With the foreign ministers of the Group of 20 leading economies meeting Thursday in New Delhi, host India is promoting itself as a rising superpower while leveraging its position on the global stage to bridge the gap between the West and Russia.
Experts expect India to be at the center of bitter global divisions, particularly over Russia’s war in Ukraine. But it’s also an opportunity for the South Asian nation to position itself as the voice of the Global South and as a potential mediator between the West and Moscow.
Read more: Modi urges G20 foreign ministers to overcome differences
India is expected to adopt a neutral stance on Ukraine, as it has in the past. The event is likely to be overshadowed by the war in Europe and its impact on global energy and food security. However, senior foreign ministry officials said Wednesday that India was determined to focus on “equally important” issues of rising inflation, debt stress, health, climate change and food and energy security in developing nations.
“I really do believe that India stands the best chance of all countries to try to hold peace negotiations between Russia and not just the U.S., but the West, actually,” said Derek Grossman, an analyst focused on the Indo-Pacific at the RAND Corporation.
He credited India’s non-alignment and its rise as a global power for why it could be a potential peacemaker.
Read more: Modi urges G20 finance leaders to focus on ‘most vulnerable’
But the South Asian country has its own challenges, particularly with regional rival China. Tensions between New Delhi and Beijing remain high after a deadly border clash in 2020.
On Wednesday, Chinese Foreign Ministry spokesperson Mao Ning said the country’s foreign minister would be attending the G-20 meeting, and that “China attaches great importance with India.” She added maintaining good ties between the two countries is fundamental to their interests.
Prime Minister Narendra Modi and India’s Foreign Minister Subrahmanyam Jaishankar “have done a good job of steering this middle path in very turbulent times,” Grossman said.
“You now have American, Russian and even Chinese diplomats supporting India. The country really is at the geopolitical crossroads of everything now that involves the Global South,” he added.
So far, India has refrained from directly criticizing Russia. The two have been allies since the cold war era and New Delhi depends on Moscow for nearly 60% of its defense equipment. India has increasingly scooped up Russian oil since the invasion a year ago, initially facing scrutiny from the U.S. and other allies over its growing purchases. That pressure has since waned and India has continued to abstain from voting in U.N. resolutions that condemn Russia’s invasion of Ukraine.
“It may appear unfathomable to many in the West that the reaction of the world’s largest democracy to such a cold-blooded, egregious aggression would be so subdued. But for anyone who understands India’s foreign policy, it’s not surprising at all,” said Michael Kugelman, director of the Wilson Center’s South Asia Institute.

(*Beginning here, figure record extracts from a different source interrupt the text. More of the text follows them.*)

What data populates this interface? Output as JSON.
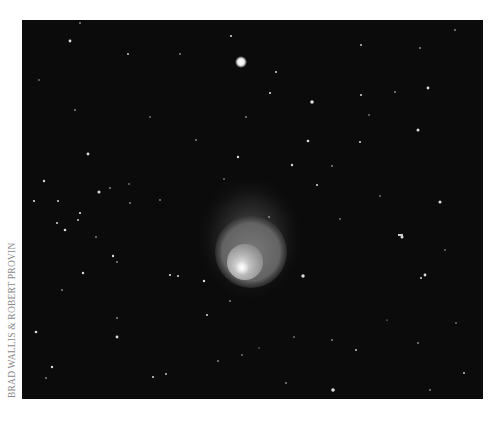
{
  "photo": {
    "subject": "comet with glowing coma in star field",
    "background_color": "#0b0b0b",
    "comet": {
      "halo": {
        "cx": 250,
        "cy": 235,
        "rx": 52,
        "ry": 62,
        "opacity": 0.22
      },
      "outer_coma": {
        "cx": 251,
        "cy": 252,
        "r": 36,
        "color": "#6e6e6e"
      },
      "inner_coma": {
        "cx": 245,
        "cy": 262,
        "r": 17,
        "color": "#b0b0b0"
      },
      "nucleus": {
        "cx": 242,
        "cy": 268,
        "r": 5,
        "color": "#ffffff"
      }
    },
    "bright_star": {
      "cx": 241,
      "cy": 62,
      "r": 4
    }
  },
  "credit": {
    "text": "Brad Wallis & Robert Provin"
  }
}
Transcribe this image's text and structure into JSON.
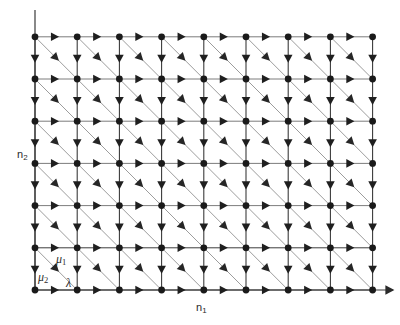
{
  "figure": {
    "type": "lattice-transition-diagram"
  },
  "axes": {
    "x": {
      "label": "n",
      "sub": "1",
      "name": "n1",
      "origin_px": 35,
      "end_px": 393,
      "baseline_px": 290,
      "arrow": true
    },
    "y": {
      "label": "n",
      "sub": "2",
      "name": "n2",
      "origin_px": 290,
      "end_px": 10,
      "baseline_px": 35,
      "arrow": false
    }
  },
  "lattice": {
    "columns": 9,
    "rows": 7,
    "x0": 35,
    "y0": 290,
    "dx": 42.2,
    "dy": 42.2,
    "node_radius": 3.4,
    "node_color": "#1a1a1a",
    "edge_color": "#5a5a5a",
    "strong_edge_color": "#333333",
    "diagonal_color": "#8a8a8a",
    "background": "#ffffff"
  },
  "edge_labels": [
    {
      "id": "mu1",
      "text": "μ",
      "sub": "1",
      "edge": "diagonal"
    },
    {
      "id": "mu2",
      "text": "μ",
      "sub": "2",
      "edge": "vertical-down"
    },
    {
      "id": "lambda",
      "text": "λ",
      "sub": "",
      "edge": "horizontal-right"
    }
  ],
  "arrows": {
    "horizontal": {
      "direction": "right",
      "label_ref": "lambda"
    },
    "vertical": {
      "direction": "down",
      "label_ref": "mu2"
    },
    "diagonal": {
      "direction": "down-right",
      "label_ref": "mu1"
    }
  },
  "chart_data": {
    "type": "scatter",
    "title": "",
    "xlabel": "n1",
    "ylabel": "n2",
    "grid": true,
    "legend": "none",
    "xlim": [
      0,
      8
    ],
    "ylim": [
      0,
      6
    ],
    "categories": [
      "0",
      "1",
      "2",
      "3",
      "4",
      "5",
      "6",
      "7",
      "8"
    ],
    "series": [
      {
        "name": "lattice nodes row 0",
        "x": [
          0,
          1,
          2,
          3,
          4,
          5,
          6,
          7,
          8
        ],
        "values": [
          0,
          0,
          0,
          0,
          0,
          0,
          0,
          0,
          0
        ]
      },
      {
        "name": "lattice nodes row 1",
        "x": [
          0,
          1,
          2,
          3,
          4,
          5,
          6,
          7,
          8
        ],
        "values": [
          1,
          1,
          1,
          1,
          1,
          1,
          1,
          1,
          1
        ]
      },
      {
        "name": "lattice nodes row 2",
        "x": [
          0,
          1,
          2,
          3,
          4,
          5,
          6,
          7,
          8
        ],
        "values": [
          2,
          2,
          2,
          2,
          2,
          2,
          2,
          2,
          2
        ]
      },
      {
        "name": "lattice nodes row 3",
        "x": [
          0,
          1,
          2,
          3,
          4,
          5,
          6,
          7,
          8
        ],
        "values": [
          3,
          3,
          3,
          3,
          3,
          3,
          3,
          3,
          3
        ]
      },
      {
        "name": "lattice nodes row 4",
        "x": [
          0,
          1,
          2,
          3,
          4,
          5,
          6,
          7,
          8
        ],
        "values": [
          4,
          4,
          4,
          4,
          4,
          4,
          4,
          4,
          4
        ]
      },
      {
        "name": "lattice nodes row 5",
        "x": [
          0,
          1,
          2,
          3,
          4,
          5,
          6,
          7,
          8
        ],
        "values": [
          5,
          5,
          5,
          5,
          5,
          5,
          5,
          5,
          5
        ]
      },
      {
        "name": "lattice nodes row 6",
        "x": [
          0,
          1,
          2,
          3,
          4,
          5,
          6,
          7,
          8
        ],
        "values": [
          6,
          6,
          6,
          6,
          6,
          6,
          6,
          6,
          6
        ]
      }
    ],
    "annotations": [
      {
        "text": "μ1",
        "x": 0.5,
        "y": 0.62,
        "note": "diagonal down-right transition rate"
      },
      {
        "text": "μ2",
        "x": 0.06,
        "y": 0.5,
        "note": "vertical down transition rate"
      },
      {
        "text": "λ",
        "x": 0.5,
        "y": 0.06,
        "note": "horizontal right transition rate"
      }
    ]
  }
}
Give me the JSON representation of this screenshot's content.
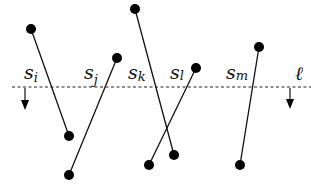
{
  "diagram": {
    "sweep_line": {
      "label": "ℓ",
      "direction": "down"
    },
    "segments": [
      {
        "id": "i",
        "label": "s",
        "subscript": "i"
      },
      {
        "id": "j",
        "label": "s",
        "subscript": "j"
      },
      {
        "id": "k",
        "label": "s",
        "subscript": "k"
      },
      {
        "id": "l",
        "label": "s",
        "subscript": "l"
      },
      {
        "id": "m",
        "label": "s",
        "subscript": "m"
      }
    ]
  }
}
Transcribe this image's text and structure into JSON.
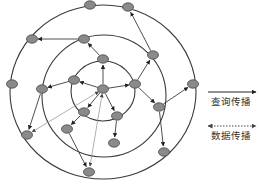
{
  "diagram": {
    "type": "concentric-ring-network",
    "rings": [
      {
        "name": "inner",
        "cx": 103,
        "cy": 91,
        "rx": 32,
        "ry": 30
      },
      {
        "name": "middle",
        "cx": 104,
        "cy": 96,
        "rx": 62,
        "ry": 61
      },
      {
        "name": "outer",
        "cx": 103,
        "cy": 92,
        "rx": 93,
        "ry": 87
      }
    ],
    "nodes": [
      {
        "id": "c",
        "x": 103,
        "y": 89
      },
      {
        "id": "i1",
        "x": 103,
        "y": 59
      },
      {
        "id": "i2",
        "x": 74,
        "y": 80
      },
      {
        "id": "i3",
        "x": 135,
        "y": 84
      },
      {
        "id": "i4",
        "x": 84,
        "y": 112
      },
      {
        "id": "i5",
        "x": 117,
        "y": 116
      },
      {
        "id": "m1",
        "x": 84,
        "y": 39
      },
      {
        "id": "m2",
        "x": 153,
        "y": 55
      },
      {
        "id": "m3",
        "x": 42,
        "y": 89
      },
      {
        "id": "m4",
        "x": 159,
        "y": 107
      },
      {
        "id": "m5",
        "x": 67,
        "y": 129
      },
      {
        "id": "m6",
        "x": 114,
        "y": 143
      },
      {
        "id": "o1",
        "x": 90,
        "y": 5
      },
      {
        "id": "o2",
        "x": 128,
        "y": 7
      },
      {
        "id": "o3",
        "x": 32,
        "y": 39
      },
      {
        "id": "o4",
        "x": 12,
        "y": 84
      },
      {
        "id": "o5",
        "x": 193,
        "y": 84
      },
      {
        "id": "o6",
        "x": 27,
        "y": 135
      },
      {
        "id": "o7",
        "x": 164,
        "y": 152
      },
      {
        "id": "o8",
        "x": 89,
        "y": 172
      }
    ],
    "query_edges": [
      [
        "c",
        "i1"
      ],
      [
        "c",
        "i2"
      ],
      [
        "c",
        "i3"
      ],
      [
        "c",
        "i4"
      ],
      [
        "c",
        "i5"
      ],
      [
        "i1",
        "m1"
      ],
      [
        "i2",
        "m3"
      ],
      [
        "i3",
        "m2"
      ],
      [
        "i3",
        "m4"
      ],
      [
        "i4",
        "m5"
      ],
      [
        "i5",
        "m6"
      ],
      [
        "m1",
        "o3"
      ],
      [
        "m2",
        "o2"
      ],
      [
        "m3",
        "o6"
      ],
      [
        "m4",
        "o5"
      ],
      [
        "m4",
        "o7"
      ],
      [
        "m5",
        "o8"
      ]
    ],
    "data_edges": [
      [
        "c",
        "o6"
      ],
      [
        "c",
        "o8"
      ]
    ],
    "colors": {
      "node_fill": "#8a8a8a",
      "node_stroke": "#4a4a4a",
      "line": "#3a3a3a",
      "data_line": "#9a9a9a"
    }
  },
  "legend": {
    "items": [
      {
        "label": "查询传播",
        "style": "solid-arrow"
      },
      {
        "label": "数据传播",
        "style": "dotted-double-arrow"
      }
    ]
  }
}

Read more: India’s Supreme Court orders investigation of Adani business group
“New Delhi has a special relationship with Moscow, and it’s not about to jeopardize it by turning on a longstanding partner,” he said.
Thursday’s meeting will nonetheless be challenging for India, especially after it was forced to issue a compromised chair’s summary at the conclusion of the G-20 finance ministers meeting last week. Russia and China objected to a joint communique that retained language on the war in Ukraine drawn directly from last year’s G-20 leaders summit declaration in Indonesia.
India has said that it stands by the Bali declaration in which major world powers strongly condemned the war in Ukraine, warning that the conflict was intensifying fragilities in the world’s economy.
Grossman said it was concerning that the final statement issued in Bengaluru last week was watered down from the Bali declaration at the insistence of China and Russia. He said New Delhi allowing that to happen was worrisome, but India’s “awkward predicament” to ensure a successful G-20 with everyone there, including Russia and China, meant the country has to make “compromises.”
“I think that’s what India is trying to do now,” he said.
The summits are particularly important for Modi and his ruling party ahead of the 2024 general elections. A strong show during India’s year as G-20 president will allow Modi’s party to signal its diplomatic reach and project power both at home and abroad.
Kugelman said the summit, due later this year, will advance important domestic political goals for New Delhi, and Modi’s ultimate goal would be to “successfully manage the myriad geopolitical rivalries within the G-20, signal that India can rise above intense great power competition and seemingly intractable issues like the Ukraine war, and guide the prestigious club toward tangible achievements.”
“In effect, Modi wants its G-20 presidency to yield meaningful achievements. That’s a tall order, for sure, but it’s important for New Delhi’s foreign policy and domestic political goals alike,” he said.